About the A.S. Yahuda Project

The A.S. Yahuda Project is a collaborative venture of the libraries and museums that acquired manuscripts, documents and objects from the collector and dealer Abraham Shalom Yahuda.

Between 1922 and his death in 1951, Yahuda sold or donated materials to libraries in Europe, the United States and Palestine. Our team has to date identified seven collections that contain Yahuda materials: 

  • The Chester Beatty (Dublin)
  • The National Library of Israel (Jerusalem)
  • The National Library of Medicine (Washington, DC)
  • Princeton University Library 
  • The University of Heidelberg Library
  • The University of Michigan Library 
  • The University of Pennsylvania Library

The A.S. Yahuda project has four goals:

  1. Tracing the rich and multi-layered history of books and knowledge in the Islamic world.
  2. Sleuthing out the sources of modern collections of manuscripts (in this case, in Arabic).
  3. Understanding the technique, approach and work of collectors and brokers of manuscripts and other rare materials, starting with the especially prolific and well-documented activities of A. S. Yahuda.
  4. Developing a model for collaboration across holding institutions — including linked web portals, parallel digitization efforts and digital interoperability. 

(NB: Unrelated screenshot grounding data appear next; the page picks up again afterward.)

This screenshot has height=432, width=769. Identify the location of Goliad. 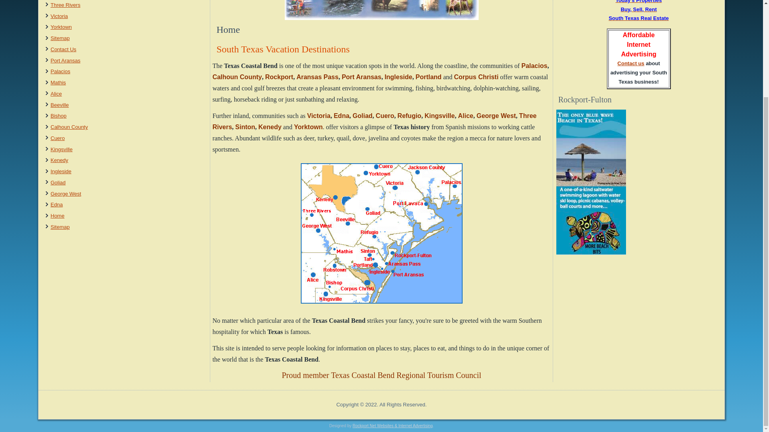
(58, 183).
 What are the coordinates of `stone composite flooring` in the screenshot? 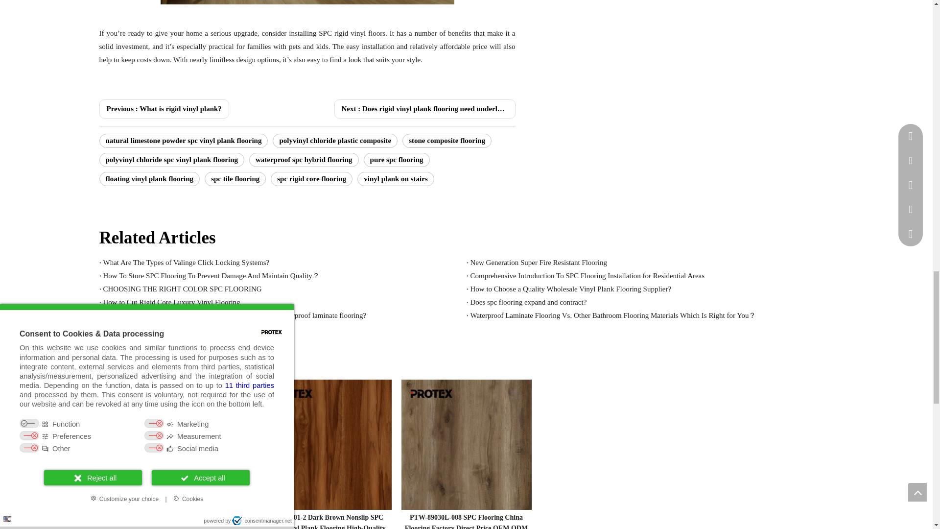 It's located at (446, 141).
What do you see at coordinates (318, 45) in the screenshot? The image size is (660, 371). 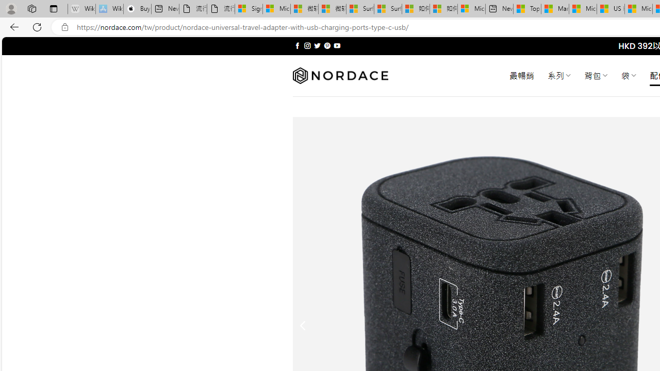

Knowledge traveled in the premodern Islamic world. People traveled in pursuit of knowledge. Scholars copied and exchanged books. Private and semi-private libraries evolved. As their owners and custodians deacquisitioned materials, collectors and dealers found new quarry to hunt. To know how knowledge and books traveled, we must first understand how the books made it into their current collections, and to do that, research is a first step.